Talking past bull is very easy. Today everyone agrees that Germany’s energy policy based on the confidence that Russia would put its economic interests before war interests has been a tremendous mistake. At the moment of truth, Vladimir Putin has preferred to invade Ukraine despite the consequences that this could cause to his country. And also the lack of a common energy policy throughout the EU is another failure that everyone today tends to remember. Therefore, rather than discussing the past, we should look to the future so as not to make the same mistakes again. And tomorrow, Friday, there is a historic meeting of the EU’s energy ministers that would require a high-minded vision and a perspective for years ahead that moves away from the problem we are suffering today.

Reading these days some diplomats who assure that Germany has a punctual problem of energy deficit and that in two years it can be solved, one cannot stop thinking how the short-termism of some can drag the whole of Europe to persist in the same mistakes.
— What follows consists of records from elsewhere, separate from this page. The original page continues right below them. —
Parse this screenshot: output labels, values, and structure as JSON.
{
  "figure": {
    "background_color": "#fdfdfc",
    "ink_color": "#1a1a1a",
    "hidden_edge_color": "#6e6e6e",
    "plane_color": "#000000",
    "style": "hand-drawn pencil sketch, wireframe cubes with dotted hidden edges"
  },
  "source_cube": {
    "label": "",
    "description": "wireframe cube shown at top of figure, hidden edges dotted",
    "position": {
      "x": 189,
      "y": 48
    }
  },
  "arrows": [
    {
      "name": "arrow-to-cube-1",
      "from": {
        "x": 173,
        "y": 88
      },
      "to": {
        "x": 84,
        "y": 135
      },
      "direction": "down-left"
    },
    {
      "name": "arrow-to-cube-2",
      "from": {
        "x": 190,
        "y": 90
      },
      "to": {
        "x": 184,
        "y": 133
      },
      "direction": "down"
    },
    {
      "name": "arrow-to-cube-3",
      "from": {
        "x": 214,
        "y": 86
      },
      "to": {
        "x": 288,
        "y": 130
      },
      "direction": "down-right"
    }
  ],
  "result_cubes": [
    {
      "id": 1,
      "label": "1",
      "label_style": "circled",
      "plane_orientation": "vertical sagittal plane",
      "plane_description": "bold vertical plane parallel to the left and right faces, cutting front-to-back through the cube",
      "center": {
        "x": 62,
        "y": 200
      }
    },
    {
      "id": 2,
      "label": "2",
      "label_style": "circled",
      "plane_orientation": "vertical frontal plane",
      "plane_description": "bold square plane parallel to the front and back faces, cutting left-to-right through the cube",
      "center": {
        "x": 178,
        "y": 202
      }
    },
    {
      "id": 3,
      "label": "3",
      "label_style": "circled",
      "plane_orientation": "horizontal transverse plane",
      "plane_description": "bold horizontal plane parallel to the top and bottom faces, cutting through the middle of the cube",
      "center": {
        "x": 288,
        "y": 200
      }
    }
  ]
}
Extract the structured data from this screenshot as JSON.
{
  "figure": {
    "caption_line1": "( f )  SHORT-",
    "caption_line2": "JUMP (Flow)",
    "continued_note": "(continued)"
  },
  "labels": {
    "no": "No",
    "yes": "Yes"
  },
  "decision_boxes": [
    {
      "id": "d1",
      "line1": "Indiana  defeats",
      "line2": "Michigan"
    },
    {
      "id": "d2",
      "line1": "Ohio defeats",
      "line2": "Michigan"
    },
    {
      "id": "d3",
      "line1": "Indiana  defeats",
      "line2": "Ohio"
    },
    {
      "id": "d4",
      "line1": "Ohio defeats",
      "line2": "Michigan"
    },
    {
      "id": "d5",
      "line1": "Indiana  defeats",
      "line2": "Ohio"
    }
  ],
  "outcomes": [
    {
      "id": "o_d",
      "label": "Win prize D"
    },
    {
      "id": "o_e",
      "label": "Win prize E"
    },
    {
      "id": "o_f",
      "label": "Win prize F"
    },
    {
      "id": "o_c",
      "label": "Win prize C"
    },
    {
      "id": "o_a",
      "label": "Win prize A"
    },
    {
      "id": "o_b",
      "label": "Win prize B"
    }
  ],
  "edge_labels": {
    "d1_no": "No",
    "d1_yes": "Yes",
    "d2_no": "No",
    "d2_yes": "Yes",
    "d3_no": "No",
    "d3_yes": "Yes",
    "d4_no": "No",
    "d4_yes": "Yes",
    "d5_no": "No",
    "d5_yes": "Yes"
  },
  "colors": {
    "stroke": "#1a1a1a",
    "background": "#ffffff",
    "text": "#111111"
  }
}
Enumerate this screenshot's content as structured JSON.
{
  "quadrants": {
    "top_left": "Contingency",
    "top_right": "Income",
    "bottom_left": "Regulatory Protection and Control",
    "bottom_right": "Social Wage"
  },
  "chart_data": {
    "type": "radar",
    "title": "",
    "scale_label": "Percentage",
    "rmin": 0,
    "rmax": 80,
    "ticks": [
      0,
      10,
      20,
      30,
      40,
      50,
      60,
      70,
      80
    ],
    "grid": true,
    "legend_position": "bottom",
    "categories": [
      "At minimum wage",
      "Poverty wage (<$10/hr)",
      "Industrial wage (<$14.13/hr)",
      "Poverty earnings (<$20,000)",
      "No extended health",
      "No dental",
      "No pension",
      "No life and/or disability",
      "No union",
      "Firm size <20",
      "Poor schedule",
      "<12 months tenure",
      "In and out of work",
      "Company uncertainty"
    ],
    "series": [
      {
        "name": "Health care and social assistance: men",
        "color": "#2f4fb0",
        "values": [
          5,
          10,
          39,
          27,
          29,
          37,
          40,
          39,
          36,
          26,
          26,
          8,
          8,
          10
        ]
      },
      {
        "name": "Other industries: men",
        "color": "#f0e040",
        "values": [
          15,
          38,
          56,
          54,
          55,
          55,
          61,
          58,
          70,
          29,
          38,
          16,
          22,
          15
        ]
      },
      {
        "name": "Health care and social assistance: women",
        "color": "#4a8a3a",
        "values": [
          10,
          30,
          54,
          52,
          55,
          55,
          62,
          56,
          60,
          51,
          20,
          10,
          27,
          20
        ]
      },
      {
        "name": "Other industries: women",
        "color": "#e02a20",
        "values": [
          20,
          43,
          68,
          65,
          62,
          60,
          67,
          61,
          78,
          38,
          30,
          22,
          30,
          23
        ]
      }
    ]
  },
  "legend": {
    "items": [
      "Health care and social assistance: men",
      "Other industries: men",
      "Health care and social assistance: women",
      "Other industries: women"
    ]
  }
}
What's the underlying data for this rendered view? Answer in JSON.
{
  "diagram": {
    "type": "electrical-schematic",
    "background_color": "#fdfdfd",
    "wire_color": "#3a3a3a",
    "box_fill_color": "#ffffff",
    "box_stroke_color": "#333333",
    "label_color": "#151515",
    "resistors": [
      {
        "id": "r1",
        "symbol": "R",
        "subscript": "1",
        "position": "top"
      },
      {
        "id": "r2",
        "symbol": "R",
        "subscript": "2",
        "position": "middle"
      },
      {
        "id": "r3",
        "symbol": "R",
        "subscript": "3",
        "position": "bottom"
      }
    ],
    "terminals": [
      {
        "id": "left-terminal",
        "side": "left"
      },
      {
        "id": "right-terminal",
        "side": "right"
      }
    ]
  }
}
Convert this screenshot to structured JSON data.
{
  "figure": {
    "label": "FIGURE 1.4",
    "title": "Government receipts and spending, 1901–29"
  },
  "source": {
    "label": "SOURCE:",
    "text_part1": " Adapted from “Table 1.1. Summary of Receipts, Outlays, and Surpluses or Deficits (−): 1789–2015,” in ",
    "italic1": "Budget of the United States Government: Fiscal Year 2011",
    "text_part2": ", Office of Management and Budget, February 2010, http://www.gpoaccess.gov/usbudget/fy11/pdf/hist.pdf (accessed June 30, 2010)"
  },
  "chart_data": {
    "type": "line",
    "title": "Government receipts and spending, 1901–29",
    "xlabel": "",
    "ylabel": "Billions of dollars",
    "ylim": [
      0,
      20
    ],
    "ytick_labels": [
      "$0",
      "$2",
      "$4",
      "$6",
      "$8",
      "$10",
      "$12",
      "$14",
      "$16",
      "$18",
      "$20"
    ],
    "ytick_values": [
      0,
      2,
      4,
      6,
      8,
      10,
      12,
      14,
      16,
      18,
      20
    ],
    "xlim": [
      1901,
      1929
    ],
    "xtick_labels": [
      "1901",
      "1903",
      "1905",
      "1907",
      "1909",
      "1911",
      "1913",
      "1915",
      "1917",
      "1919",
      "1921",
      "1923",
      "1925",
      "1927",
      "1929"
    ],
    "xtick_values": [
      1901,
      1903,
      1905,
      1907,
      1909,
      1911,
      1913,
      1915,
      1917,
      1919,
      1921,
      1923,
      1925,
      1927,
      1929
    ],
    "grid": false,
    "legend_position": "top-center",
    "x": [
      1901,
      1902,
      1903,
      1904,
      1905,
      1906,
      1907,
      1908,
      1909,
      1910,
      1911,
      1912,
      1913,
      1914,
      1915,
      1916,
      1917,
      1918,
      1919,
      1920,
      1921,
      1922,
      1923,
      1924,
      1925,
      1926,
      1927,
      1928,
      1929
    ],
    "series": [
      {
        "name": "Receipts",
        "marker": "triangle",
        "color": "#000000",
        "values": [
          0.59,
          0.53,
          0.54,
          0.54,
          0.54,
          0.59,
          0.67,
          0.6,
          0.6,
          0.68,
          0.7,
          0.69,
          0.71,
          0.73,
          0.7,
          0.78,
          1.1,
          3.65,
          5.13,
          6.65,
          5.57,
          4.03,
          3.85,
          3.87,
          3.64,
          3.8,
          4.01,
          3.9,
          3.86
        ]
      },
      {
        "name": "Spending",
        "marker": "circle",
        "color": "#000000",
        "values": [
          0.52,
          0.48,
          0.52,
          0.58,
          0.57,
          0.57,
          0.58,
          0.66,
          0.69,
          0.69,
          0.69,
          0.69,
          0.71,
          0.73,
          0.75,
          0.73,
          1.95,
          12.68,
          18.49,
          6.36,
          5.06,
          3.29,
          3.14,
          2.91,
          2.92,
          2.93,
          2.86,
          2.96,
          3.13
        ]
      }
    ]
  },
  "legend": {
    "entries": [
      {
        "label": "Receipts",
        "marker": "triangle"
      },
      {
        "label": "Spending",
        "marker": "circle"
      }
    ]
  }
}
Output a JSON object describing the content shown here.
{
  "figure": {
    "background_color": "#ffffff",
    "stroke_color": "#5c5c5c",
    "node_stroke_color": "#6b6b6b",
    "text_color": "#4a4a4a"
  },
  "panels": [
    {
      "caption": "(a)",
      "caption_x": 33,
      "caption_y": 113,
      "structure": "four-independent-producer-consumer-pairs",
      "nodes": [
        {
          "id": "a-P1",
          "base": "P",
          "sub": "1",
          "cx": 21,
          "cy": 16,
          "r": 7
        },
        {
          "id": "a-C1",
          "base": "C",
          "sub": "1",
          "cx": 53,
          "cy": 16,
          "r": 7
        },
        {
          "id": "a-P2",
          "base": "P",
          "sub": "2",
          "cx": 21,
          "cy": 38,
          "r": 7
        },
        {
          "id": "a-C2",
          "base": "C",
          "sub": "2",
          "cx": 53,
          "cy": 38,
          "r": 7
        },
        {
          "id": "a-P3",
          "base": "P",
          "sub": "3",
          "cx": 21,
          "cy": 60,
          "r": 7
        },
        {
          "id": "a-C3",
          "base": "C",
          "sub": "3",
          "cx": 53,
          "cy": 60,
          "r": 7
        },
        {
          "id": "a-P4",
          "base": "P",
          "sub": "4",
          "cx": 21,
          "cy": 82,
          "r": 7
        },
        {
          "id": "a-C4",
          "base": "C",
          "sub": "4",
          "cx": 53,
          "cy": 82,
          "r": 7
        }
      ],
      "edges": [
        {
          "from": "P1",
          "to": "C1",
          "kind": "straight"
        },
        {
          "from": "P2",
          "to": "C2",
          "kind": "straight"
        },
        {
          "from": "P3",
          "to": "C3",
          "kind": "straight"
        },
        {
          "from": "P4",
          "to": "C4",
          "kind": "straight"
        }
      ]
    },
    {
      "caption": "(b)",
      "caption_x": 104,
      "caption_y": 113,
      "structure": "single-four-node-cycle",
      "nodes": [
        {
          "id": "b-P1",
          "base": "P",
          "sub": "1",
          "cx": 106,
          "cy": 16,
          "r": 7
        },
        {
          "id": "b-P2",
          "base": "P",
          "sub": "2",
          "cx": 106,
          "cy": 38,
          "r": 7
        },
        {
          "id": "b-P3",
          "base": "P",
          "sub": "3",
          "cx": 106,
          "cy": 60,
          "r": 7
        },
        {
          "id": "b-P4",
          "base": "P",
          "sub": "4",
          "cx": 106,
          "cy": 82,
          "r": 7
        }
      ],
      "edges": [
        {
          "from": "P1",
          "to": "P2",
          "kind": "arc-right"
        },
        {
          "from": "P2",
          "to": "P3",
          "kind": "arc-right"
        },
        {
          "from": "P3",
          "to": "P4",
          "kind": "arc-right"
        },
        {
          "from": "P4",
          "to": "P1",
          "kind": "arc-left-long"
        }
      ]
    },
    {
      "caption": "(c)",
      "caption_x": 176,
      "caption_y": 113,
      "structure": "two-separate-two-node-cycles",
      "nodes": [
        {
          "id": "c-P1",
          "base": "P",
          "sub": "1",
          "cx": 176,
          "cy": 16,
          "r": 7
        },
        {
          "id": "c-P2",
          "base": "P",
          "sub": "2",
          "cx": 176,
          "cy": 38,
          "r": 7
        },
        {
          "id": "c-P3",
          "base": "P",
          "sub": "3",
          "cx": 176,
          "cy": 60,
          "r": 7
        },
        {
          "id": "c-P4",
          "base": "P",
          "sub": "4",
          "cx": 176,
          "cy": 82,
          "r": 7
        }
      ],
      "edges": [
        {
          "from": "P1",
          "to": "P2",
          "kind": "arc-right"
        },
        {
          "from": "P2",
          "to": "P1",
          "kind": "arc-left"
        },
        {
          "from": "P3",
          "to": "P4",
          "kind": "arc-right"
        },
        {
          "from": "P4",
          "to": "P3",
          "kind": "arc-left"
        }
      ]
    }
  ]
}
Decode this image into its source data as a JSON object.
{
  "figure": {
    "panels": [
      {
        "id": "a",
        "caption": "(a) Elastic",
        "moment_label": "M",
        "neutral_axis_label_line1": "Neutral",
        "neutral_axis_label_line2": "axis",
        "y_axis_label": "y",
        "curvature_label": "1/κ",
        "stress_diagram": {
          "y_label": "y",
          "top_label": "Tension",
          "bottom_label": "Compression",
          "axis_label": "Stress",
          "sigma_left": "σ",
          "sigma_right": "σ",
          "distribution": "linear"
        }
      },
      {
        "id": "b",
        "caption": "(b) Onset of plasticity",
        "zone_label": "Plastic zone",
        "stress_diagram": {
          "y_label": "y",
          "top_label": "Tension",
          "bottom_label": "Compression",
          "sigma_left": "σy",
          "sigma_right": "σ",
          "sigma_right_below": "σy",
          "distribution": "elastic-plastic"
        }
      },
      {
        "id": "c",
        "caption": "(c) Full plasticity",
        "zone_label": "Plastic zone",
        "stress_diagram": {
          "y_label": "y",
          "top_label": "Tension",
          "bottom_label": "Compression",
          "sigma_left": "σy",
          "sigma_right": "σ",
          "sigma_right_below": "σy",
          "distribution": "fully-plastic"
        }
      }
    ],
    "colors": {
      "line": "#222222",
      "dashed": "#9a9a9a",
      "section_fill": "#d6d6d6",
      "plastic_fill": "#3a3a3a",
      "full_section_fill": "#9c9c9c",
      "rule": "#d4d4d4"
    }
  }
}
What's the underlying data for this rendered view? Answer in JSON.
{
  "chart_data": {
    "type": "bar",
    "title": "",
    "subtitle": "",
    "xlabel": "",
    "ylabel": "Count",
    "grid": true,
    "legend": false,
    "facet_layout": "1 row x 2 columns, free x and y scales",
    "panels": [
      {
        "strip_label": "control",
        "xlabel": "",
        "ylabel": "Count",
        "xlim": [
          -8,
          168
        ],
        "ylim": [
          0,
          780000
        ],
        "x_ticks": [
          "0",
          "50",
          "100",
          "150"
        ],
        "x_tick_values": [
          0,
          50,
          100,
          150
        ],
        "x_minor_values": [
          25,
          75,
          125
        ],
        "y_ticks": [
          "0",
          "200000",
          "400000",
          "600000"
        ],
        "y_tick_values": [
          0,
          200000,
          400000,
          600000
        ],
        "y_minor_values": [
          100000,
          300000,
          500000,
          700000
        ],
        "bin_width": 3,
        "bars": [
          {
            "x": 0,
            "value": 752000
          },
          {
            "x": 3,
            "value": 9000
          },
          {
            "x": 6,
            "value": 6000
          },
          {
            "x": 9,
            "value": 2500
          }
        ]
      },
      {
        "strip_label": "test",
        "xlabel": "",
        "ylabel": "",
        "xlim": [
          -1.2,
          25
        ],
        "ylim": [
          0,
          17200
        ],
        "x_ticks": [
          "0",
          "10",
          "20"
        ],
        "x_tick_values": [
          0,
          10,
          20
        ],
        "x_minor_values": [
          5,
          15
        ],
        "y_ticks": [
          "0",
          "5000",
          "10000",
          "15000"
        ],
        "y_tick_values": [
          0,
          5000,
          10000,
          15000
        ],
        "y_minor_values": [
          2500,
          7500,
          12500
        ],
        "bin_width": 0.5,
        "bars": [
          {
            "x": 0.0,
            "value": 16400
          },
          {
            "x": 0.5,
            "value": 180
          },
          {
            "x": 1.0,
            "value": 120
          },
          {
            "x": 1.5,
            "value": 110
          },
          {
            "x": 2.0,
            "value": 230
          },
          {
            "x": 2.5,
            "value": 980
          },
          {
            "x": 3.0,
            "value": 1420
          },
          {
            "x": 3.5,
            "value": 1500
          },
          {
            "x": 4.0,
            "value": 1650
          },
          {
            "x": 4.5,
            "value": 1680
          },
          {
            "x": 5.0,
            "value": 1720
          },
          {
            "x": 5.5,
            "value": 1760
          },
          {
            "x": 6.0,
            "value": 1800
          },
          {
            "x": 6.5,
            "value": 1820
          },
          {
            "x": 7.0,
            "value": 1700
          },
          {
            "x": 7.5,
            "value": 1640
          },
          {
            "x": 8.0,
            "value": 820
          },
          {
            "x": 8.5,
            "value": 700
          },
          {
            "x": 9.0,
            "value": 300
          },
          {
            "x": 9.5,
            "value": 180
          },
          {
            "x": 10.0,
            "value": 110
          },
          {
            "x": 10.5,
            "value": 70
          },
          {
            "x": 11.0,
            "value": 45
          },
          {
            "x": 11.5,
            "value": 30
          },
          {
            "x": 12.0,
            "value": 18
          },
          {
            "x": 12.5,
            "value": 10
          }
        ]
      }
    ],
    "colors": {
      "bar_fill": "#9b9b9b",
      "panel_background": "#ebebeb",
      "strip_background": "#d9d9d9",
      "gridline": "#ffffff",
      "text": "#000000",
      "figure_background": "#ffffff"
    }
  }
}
Nobody knows when the war in Ukraine will end, but it seems difficult to think that in two, three or four years the then head of Russia (it may still be Vladimir Putin) will change his policy towards Europe and we will return to a stage of exchanges trade like that of recent decades.

No. This is not going to be like that anymore. The cold war has come to stay. And Europe will have to get used to living with the threat of a potential rival beyond the Urals. Therefore, energy policy decisions must be made with the understanding that Russian oil and gas will no longer return. And that, therefore, it is not a question of looking for patches of one or two winters, but of thinking of a definitive solution to supply the supply to all of Europe without counting on Russia. Anyone who wants to think that Ukraine will defeat Russia and bring about a downfall of the Putin regime has every right to think so, but please don’t let him attend the ministerial meeting this Friday. Stopping the Midcat project was already a mistake a few years ago and it can be again now. Europe must interconnect better and, above all, think about the common interest.